A New York Times feature explores the likely impact of Tom Vilsack, appointed by President-elect Joe Biden to reprise his role as agriculture secretary.
Mr. Vilsack has faced particular criticism for the fading fortunes of Black farmers, who have long complained of discrimination when it comes to land and credit access. He also was at the center of a racial firestorm during the Obama administration. In 2010, he hastily fired Shirley Sherrod, a Black Agriculture Department official, after a conservative blogger released a misleading video clip that appeared to show her admitting antipathy toward a white farmer. He later apologized and tried to rehire her.
Mr. Vilsack would rejoin the Agriculture Department in a much different climate from the one during his eight years under Mr. Obama. The pandemic has put intense focus on the struggles and dangers of employees of meatpacking plants. Thousands of workers became ill with the coronavirus after many plants failed to take basic precautions to protect them.
Environmental and agricultural policy groups have derided him as being too cozy with “Big Ag,” pointing to the rapid consolidation in the farm sector that occurred under his watch, when companies such as Monsanto and Bayer merged.
Critics of Mr. Vilsack, who recently earned $1 million a year as a lobbyist for the dairy industry, worry that he will favor big industry over independent farmers and not do enough to ensure worker safety.
Food safety and labor advocates also criticised his decision as secretary to allow a significant increase in slaughter line speeds in poultry plants, which can increase the risk of injuries to workers, along with a revamp of the chicken inspection process to allow meatpacking employees to perform some of the duties previously carried out by government inspectors.
“If past is prologue, we have strong concerns that he will continue to do the bidding of industry,” said Zach Corrigan, a senior staff lawyer at Food & Water Watch, a consumer and environmental watchdog group, which opposes Mr. Vilsack’s nomination.
“I think he’ll fold under pressure from the ag lobby, the subsidy lobby and big agriculture,” said Ken Cook, president of Environmental Working Group, a nonpartisan organization that is critical of industrial agriculture. “I really do feel as if we needed fresh leadership there on a number of grounds.”
While many farm groups such as the National Farmers Union and Feeding America have expressed support for his nomination, some farmers are wary that the Biden administration could herald new and onerous regulations.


- Task brief
Your task is to copy each line of the material that includes "uterine".

- Given records
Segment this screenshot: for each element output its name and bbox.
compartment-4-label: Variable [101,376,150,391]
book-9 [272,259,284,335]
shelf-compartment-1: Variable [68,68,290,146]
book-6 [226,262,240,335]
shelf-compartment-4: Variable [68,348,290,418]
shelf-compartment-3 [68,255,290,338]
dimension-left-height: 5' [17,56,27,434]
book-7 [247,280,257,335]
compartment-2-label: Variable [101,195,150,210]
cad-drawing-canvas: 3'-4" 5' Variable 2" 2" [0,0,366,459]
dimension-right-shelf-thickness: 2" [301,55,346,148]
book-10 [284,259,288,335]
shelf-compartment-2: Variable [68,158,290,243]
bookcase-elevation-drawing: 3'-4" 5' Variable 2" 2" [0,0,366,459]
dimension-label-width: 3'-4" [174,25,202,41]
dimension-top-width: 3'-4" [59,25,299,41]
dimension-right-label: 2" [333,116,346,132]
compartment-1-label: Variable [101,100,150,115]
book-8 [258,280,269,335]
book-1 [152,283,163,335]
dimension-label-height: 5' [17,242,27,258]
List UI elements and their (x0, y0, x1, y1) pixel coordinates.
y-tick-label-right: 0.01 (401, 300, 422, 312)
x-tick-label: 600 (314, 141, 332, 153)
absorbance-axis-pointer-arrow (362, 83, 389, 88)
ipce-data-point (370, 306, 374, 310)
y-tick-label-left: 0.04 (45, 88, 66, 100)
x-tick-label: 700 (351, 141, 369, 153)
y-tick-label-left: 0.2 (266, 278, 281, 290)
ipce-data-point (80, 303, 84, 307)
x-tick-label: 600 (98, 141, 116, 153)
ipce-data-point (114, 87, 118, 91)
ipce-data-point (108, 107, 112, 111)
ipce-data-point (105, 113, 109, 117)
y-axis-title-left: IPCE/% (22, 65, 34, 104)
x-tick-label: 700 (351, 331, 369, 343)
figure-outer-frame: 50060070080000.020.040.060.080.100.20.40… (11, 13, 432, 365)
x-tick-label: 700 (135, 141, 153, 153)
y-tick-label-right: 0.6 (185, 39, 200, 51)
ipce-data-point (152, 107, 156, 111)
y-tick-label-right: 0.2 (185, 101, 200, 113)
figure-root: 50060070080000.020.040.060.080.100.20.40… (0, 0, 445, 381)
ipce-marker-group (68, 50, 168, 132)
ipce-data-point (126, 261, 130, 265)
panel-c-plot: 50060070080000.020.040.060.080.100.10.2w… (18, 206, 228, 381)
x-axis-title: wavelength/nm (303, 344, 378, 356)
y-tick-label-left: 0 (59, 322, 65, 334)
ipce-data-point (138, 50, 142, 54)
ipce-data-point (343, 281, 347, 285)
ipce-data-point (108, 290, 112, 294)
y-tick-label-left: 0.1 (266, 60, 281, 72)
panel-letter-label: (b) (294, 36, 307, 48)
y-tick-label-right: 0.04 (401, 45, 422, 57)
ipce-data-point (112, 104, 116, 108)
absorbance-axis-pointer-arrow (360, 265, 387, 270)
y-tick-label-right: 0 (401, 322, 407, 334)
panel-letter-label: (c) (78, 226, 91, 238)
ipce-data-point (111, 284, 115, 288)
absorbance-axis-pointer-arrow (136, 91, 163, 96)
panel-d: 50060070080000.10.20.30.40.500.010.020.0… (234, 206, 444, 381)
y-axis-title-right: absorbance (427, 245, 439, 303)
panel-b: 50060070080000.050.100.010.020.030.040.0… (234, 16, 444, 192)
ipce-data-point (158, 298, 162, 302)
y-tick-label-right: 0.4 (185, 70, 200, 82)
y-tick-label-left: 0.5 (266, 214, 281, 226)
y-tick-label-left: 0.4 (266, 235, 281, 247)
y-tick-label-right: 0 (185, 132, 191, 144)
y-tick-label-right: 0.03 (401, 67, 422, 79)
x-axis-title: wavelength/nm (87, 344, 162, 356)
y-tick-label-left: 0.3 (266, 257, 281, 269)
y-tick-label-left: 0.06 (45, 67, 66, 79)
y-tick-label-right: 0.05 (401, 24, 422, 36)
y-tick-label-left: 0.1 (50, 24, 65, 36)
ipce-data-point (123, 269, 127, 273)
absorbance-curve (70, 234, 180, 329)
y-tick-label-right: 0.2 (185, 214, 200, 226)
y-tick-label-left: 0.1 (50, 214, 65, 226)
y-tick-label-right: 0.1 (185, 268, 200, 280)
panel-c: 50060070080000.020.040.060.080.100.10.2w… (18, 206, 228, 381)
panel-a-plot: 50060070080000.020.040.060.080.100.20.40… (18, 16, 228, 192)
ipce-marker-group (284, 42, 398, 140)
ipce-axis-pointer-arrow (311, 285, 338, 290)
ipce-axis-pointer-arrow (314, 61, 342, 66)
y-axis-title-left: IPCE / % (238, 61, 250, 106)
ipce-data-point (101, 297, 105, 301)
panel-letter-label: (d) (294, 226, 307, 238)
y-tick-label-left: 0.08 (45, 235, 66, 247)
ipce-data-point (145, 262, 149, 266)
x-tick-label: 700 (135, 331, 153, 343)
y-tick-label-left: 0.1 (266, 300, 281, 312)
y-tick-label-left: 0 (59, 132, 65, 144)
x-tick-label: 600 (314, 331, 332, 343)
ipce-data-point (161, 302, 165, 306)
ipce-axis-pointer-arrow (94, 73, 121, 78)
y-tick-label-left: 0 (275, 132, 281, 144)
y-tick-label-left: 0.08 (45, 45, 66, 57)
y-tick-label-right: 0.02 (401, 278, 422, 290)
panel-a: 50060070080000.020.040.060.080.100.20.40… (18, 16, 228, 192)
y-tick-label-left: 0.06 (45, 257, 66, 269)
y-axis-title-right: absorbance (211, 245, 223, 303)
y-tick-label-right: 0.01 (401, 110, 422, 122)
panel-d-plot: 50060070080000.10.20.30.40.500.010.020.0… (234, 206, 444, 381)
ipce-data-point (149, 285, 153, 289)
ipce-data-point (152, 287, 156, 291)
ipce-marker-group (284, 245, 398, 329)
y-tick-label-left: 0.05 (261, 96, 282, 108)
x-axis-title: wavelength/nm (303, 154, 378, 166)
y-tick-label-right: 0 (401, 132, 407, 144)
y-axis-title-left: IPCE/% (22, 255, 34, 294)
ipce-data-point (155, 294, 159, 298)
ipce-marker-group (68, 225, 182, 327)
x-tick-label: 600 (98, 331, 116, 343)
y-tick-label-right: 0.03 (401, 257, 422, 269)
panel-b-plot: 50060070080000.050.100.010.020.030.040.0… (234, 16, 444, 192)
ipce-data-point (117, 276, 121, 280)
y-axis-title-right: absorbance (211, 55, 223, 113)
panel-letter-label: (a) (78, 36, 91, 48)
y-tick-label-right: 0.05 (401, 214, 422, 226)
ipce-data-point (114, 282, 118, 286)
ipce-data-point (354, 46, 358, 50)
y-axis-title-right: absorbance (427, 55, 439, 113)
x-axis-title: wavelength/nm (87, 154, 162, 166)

...

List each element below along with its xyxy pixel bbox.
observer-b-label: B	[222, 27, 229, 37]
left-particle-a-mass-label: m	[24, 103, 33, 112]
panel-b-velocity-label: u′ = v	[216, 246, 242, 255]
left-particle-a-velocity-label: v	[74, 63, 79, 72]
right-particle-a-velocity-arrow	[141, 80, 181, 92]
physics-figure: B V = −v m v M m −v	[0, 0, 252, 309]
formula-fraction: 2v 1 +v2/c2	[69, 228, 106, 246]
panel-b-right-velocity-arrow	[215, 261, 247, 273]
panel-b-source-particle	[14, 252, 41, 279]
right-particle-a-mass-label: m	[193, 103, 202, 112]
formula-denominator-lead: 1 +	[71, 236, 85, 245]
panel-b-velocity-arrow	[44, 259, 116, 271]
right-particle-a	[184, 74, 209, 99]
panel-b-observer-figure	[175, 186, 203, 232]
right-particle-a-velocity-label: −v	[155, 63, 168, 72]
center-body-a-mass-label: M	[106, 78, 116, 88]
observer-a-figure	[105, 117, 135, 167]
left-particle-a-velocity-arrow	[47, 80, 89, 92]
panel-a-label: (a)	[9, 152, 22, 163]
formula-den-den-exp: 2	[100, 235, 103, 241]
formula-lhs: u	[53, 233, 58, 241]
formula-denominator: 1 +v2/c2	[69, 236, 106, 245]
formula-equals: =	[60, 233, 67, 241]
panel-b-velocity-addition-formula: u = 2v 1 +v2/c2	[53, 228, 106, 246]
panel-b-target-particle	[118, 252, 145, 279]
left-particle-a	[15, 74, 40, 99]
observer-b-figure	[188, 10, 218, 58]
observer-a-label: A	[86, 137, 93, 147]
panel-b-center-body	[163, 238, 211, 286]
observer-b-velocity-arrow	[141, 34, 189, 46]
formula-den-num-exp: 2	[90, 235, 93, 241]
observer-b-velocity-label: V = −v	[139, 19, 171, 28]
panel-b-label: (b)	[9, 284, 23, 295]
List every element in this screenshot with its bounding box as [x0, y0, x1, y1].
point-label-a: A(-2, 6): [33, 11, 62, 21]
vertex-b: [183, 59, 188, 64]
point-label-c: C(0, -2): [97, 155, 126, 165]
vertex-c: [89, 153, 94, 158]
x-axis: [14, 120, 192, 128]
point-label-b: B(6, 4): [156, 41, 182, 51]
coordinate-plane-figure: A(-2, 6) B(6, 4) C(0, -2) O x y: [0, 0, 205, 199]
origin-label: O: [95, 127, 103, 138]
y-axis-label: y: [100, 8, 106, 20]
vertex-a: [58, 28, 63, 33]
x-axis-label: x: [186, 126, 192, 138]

---

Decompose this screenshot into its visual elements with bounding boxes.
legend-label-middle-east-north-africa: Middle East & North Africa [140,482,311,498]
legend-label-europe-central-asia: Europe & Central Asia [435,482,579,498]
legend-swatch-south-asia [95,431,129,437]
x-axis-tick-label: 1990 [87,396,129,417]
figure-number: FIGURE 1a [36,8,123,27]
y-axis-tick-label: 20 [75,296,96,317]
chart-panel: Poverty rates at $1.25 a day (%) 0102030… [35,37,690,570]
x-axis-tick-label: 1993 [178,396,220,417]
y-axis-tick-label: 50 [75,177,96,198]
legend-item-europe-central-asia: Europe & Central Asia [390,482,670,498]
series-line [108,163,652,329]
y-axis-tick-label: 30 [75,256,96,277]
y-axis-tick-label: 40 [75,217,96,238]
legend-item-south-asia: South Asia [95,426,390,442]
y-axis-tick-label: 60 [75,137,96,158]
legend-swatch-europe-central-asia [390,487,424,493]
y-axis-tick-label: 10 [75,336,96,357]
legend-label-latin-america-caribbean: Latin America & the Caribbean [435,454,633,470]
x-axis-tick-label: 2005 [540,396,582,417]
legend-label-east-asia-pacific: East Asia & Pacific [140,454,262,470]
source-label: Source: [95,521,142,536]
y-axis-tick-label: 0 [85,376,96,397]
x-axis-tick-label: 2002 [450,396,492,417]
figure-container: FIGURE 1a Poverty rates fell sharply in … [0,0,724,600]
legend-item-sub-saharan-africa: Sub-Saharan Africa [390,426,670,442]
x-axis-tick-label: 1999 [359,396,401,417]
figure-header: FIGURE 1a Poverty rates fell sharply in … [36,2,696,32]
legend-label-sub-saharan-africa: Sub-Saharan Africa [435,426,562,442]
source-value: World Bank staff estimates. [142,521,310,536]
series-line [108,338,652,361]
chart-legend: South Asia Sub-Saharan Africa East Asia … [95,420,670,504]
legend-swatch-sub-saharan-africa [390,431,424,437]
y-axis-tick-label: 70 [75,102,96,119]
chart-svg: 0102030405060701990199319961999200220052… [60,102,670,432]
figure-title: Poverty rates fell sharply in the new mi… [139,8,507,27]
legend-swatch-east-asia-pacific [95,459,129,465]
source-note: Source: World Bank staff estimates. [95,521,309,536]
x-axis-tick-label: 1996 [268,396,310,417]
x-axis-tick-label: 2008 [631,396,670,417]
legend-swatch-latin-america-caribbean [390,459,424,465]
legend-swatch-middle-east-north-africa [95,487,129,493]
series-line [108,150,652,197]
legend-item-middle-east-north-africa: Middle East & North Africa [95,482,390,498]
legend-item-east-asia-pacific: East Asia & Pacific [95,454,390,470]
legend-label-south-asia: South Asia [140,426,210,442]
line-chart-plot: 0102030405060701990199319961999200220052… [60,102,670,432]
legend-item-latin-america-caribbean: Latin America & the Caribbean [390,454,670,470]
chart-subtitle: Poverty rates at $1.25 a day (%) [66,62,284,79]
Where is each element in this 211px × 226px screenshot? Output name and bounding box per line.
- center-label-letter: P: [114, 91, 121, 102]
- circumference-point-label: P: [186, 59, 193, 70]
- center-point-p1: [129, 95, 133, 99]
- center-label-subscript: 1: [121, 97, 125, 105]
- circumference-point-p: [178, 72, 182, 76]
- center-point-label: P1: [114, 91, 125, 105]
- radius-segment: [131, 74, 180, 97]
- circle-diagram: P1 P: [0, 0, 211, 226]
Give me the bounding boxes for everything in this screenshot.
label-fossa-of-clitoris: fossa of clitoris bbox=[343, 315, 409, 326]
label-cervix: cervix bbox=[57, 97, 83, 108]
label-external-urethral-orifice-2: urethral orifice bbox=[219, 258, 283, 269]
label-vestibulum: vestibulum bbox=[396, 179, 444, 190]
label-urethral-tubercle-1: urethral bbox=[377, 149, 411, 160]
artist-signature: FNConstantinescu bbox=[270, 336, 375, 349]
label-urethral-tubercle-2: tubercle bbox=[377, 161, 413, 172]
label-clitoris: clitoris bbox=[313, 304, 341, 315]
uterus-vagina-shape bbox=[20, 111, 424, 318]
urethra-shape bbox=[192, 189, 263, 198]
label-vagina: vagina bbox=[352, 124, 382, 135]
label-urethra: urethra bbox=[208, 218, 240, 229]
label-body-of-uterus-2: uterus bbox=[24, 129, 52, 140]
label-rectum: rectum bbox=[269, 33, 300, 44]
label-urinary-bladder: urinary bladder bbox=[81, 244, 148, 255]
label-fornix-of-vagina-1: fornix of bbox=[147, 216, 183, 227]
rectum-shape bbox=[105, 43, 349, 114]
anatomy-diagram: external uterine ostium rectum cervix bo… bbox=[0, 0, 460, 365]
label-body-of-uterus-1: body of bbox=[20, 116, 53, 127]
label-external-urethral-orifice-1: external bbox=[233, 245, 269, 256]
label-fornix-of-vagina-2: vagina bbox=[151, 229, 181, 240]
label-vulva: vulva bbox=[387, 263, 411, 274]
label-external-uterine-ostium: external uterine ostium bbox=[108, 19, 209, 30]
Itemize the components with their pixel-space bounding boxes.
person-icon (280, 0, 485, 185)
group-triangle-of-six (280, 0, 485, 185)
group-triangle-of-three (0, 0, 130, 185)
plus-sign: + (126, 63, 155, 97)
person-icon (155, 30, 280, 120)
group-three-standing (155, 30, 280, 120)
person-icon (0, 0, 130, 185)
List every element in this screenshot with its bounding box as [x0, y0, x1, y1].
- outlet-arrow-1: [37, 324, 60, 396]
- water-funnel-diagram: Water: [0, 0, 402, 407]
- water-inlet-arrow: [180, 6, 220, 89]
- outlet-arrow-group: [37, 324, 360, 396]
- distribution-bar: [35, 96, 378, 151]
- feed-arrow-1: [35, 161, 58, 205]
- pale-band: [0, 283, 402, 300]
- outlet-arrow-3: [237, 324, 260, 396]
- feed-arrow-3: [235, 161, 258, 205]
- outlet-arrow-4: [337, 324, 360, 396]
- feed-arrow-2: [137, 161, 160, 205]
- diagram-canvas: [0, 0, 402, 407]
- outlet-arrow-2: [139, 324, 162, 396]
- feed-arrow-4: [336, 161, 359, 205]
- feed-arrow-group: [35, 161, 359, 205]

- Task result
anatomy-diagram: external uterine ostium rectum cervix bo… bbox=[0, 0, 460, 365]
label-external-uterine-ostium: external uterine ostium bbox=[108, 19, 209, 30]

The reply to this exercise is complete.